These Broken Stars Page 97
“Traumatized.” She’s nervous, but there’s a hint of laughter in her voice. I drink it up. “I can do that.”
I start to move toward the sounds of cracking underbrush and dead leaves, but she stays still and tugs on my hand to pull me back.
“Tarver,” she whispers, her eyes on my face. “There’ll be cameras all the time. More questions. Everyone will want to hear your story. Your life will be different, no matter how far from Corinth we go.”
A flashlight flickers through the trees, broken and jagged as it shines past the trunks. The light glances off her face, illuminating her eyes for a brief, brilliant moment.
I step closer. “I don’t care.”
“My father will try to—” She swallows, then lifts her chin, mouth firming to a straight, determined line. “No. I’ll figure out a way to handle him.”
I can’t help but grin down at her, this steely assurance, my Lilac through and through. “I’d pay to see that showdown.”
She smiles, lightning quick, then squeezes my hand harder, holding on like she’s afraid someone will come and pull us apart. “You’ll face it all with me?”
The world narrows, the sounds of the oncoming search party fading, the lights blurring around us until it’s just her and me, our breath condensing and mingling in the cold air. She’s stolen my voice, this girl in my arms, and for a moment I can’t answer. I have to gather my wits, try to remember how to breathe.
“Always.”
Her smile is like the sun coming out. “Then you ought to kiss me while you can, Major Merendsen. It may be a while before your next opportunity.”
Her cheekbones are still shadowed, her face still showing the signs of her weakness, but her eyes are bright too, her cheeks flushed with life once more. Her fingers curl around handfuls of my sleeves, as though she can’t wait to pull me in.
I thought I’d never get to touch my Lilac again. Even when she came back, I thought I’d lost her forever.
I break away from her a heartbeat before the rescue parties burst into the clearing. I’m almost tempted to tell them to come back later.
“Why did you blow up the station, Major?”
“I could see the ships in orbit. I was hoping somebody would notice it. I didn’t want to miss this little get-together.”
“The damage was significant.”
“Well, it didn’t seem like anyone really needed the place anymore.”
“That wasn’t your decision to make.”
FORTY-ONE
LILAC
THE SHIP THAT FIRST PICKED UP MY SIGNAL was a research vessel on its way to A243-Delta. The researchers didn’t have any luck deciphering the static, but cleaned it up the best they could and bounced it back toward the rest of the galaxy. Then it reached a larger transport, a few days later, and then on to a junk heap of fringe theorists trying to discover structure in the background static of the universe. They were the first to clean up the signal enough to know there was a woman on it, asking for help. In the end it took dozens of ships, picking up the fragments that reached them, piecing them together.
The ship that collected us was one of my father’s vessels, an advance team scrambled to get here before the image in the signal was clear enough for them to know who I was. They confirmed what we already suspected—we are the only survivors from the Icarus. Imagining fifty thousand people dead is impossible—and so instead I see Anna’s face, and Swann’s, and the face of the weary man in the shabby top hat who only wanted to pass a message to my father. I only have so much room for grief.
Four days after our rescue, still in orbit around the planet, another of my father’s ships catches up to us. Tarver and I are bundled into separate rooms, and I don’t see him again.
My meals are monitored. Someone stays at my side at all hours of the day, even when I sleep. My questions about Tarver are met with polite evasions. He’s in the best possible hands. You’ll see him shortly. He’s doing just fine.
Your father will be here soon. Why don’t you wait and ask him?
Their attempts to question me are met with floods of tears. I have my part to play as surely as Tarver does, and I do it well. Tears don’t forestall the doctors, though, and I’m stripped down and inspected. They draw some of my blood, take a lock of my hair, scrape under my fingernails. I’m connected to machines by electrodes at my temples, on my chest. They attach clamps to my fingertips and watch some readout I can’t see, staring wide-eyed, faces lit by the pale green glow of the monitors as they crowd around them.
And then I’m ushered back into the exam room, where a new round of doctors takes more blood, more hair. They check their results again and again. They’re leading me back to the room with the monitors and the electrodes when the doors suddenly burst open.
“What is the meaning of this?” A voice like steel cuts through the hum of the machines.
The doctor grasping my arm drops it like she’s been burned. Unsupported, my legs wobble and I drop to the floor. She and the others back away, leaving me blinking in the light.
“Sir,” one of them starts, “we were only following orders—”
“Shut it down,” the voice says, and the doctors scramble to obey. I know that voice well, after all, and no one hears it give an order without complying immediately. From somewhere, someone gives me a navy-blue dressing gown, a welcome change from the paper-thin hospital gown they had me in.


Instructions for the task
Scan the lines below for "panel" and copy the matches.

*** Task data ***

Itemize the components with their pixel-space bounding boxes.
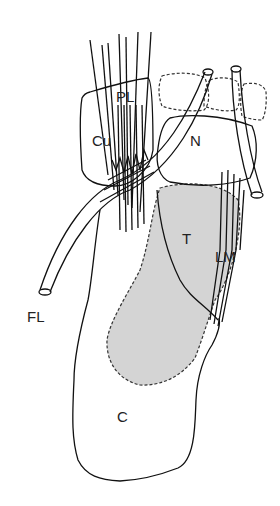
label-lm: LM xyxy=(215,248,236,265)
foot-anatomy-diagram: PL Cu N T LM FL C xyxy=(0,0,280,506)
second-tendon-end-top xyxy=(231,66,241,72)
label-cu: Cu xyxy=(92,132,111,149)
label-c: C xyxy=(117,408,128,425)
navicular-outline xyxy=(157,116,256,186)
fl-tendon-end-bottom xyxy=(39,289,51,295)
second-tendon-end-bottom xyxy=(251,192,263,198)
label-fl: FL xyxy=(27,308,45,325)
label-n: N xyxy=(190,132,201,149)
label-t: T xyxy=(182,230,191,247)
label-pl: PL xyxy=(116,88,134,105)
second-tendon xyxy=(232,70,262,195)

*** End of Task data ***
*** Task data ***

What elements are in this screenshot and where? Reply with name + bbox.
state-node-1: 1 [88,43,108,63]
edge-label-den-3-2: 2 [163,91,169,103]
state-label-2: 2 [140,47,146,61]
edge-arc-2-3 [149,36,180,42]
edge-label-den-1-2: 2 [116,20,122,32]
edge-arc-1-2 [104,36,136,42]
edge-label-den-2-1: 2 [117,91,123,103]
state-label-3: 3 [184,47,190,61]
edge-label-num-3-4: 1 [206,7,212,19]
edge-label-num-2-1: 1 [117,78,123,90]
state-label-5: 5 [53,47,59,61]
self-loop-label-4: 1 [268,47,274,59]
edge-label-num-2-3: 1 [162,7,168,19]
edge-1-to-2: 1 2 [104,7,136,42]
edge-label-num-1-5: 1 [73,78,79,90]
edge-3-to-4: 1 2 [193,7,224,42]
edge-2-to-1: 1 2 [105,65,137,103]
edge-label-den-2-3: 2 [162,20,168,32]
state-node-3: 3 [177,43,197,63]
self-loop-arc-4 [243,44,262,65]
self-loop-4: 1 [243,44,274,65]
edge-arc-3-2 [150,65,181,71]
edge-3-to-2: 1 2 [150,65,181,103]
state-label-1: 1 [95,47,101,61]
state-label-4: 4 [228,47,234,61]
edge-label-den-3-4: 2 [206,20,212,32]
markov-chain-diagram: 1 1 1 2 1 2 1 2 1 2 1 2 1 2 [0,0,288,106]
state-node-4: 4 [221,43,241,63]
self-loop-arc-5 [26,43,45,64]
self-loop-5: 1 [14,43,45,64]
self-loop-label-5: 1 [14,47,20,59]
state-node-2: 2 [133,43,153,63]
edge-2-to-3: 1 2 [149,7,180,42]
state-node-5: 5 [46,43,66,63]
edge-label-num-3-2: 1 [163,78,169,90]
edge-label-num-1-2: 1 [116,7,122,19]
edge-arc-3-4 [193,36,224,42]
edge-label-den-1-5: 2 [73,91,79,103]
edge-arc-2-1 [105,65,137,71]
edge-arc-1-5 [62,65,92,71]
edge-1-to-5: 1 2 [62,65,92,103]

*** End of Task data ***
*** Task data ***

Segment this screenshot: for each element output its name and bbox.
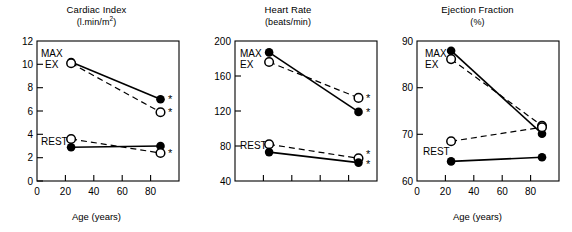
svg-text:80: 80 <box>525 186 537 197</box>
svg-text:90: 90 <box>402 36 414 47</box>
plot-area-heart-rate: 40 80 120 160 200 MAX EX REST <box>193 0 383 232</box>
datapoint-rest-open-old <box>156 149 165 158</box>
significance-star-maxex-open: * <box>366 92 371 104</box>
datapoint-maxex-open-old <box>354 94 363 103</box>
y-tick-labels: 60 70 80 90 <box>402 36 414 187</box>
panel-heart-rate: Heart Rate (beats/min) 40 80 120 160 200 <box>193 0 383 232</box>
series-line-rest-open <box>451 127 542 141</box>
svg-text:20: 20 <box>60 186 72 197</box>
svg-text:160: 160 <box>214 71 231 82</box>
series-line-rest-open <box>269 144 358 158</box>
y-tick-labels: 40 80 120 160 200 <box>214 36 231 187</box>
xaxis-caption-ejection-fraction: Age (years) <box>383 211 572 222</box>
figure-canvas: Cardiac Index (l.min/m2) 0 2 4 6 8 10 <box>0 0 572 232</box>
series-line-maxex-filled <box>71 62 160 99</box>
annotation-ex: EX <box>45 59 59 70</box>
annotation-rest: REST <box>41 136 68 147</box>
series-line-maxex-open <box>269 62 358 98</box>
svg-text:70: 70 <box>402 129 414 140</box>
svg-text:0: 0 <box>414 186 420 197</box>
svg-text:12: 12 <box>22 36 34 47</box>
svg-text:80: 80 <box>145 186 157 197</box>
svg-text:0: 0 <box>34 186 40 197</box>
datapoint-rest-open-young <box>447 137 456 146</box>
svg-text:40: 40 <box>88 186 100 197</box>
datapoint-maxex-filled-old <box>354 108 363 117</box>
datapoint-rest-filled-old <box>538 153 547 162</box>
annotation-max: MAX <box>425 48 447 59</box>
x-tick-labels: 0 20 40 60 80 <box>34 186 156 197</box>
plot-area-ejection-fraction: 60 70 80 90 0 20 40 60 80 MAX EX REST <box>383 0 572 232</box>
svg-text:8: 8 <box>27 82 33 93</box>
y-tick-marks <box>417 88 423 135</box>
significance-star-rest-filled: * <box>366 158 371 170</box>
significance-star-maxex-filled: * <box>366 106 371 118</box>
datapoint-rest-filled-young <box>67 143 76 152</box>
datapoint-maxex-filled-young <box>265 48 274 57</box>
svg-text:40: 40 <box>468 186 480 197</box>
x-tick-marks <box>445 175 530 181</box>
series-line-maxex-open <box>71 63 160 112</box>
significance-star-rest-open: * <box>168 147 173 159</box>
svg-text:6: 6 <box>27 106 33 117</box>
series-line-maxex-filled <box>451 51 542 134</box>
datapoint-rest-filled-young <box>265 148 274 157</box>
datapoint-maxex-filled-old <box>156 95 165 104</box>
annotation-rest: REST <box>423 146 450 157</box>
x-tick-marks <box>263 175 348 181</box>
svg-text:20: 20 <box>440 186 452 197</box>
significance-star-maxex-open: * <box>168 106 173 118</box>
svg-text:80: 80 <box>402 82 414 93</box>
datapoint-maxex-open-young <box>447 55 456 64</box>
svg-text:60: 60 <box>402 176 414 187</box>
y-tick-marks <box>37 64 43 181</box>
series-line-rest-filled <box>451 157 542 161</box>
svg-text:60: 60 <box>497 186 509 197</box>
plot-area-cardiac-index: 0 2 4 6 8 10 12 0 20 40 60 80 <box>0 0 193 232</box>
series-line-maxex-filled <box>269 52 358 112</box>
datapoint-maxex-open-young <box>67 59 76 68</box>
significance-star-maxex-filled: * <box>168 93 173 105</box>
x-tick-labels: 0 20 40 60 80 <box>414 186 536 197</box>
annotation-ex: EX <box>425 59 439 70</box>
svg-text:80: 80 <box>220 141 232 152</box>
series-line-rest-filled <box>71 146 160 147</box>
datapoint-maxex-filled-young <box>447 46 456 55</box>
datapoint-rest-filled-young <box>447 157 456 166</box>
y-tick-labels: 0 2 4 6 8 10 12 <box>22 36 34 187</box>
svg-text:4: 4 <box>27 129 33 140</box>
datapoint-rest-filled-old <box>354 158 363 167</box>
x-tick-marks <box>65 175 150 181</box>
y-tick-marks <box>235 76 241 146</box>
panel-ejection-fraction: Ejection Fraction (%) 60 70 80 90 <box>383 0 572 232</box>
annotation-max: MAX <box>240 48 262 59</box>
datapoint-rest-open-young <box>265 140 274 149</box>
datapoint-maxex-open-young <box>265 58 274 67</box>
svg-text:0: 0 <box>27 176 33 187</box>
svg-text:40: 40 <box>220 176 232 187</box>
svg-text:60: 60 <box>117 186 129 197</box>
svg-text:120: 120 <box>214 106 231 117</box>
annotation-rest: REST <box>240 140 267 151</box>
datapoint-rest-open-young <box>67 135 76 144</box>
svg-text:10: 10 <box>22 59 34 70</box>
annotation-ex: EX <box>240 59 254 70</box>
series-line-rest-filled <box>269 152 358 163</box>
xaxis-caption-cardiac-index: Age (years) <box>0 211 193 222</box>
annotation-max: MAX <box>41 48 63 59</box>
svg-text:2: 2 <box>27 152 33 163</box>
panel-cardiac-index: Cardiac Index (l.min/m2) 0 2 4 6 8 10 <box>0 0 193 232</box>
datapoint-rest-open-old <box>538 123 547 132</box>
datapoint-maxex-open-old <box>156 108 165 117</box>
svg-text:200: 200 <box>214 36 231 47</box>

*** End of Task data ***

The completed task
panel-heart-rate: Heart Rate (beats/min) 40 80 120 160 200 <box>193 0 383 232</box>
panel-ejection-fraction: Ejection Fraction (%) 60 70 80 90 <box>383 0 572 232</box>
panel-cardiac-index: Cardiac Index (l.min/m2) 0 2 4 6 8 10 <box>0 0 193 232</box>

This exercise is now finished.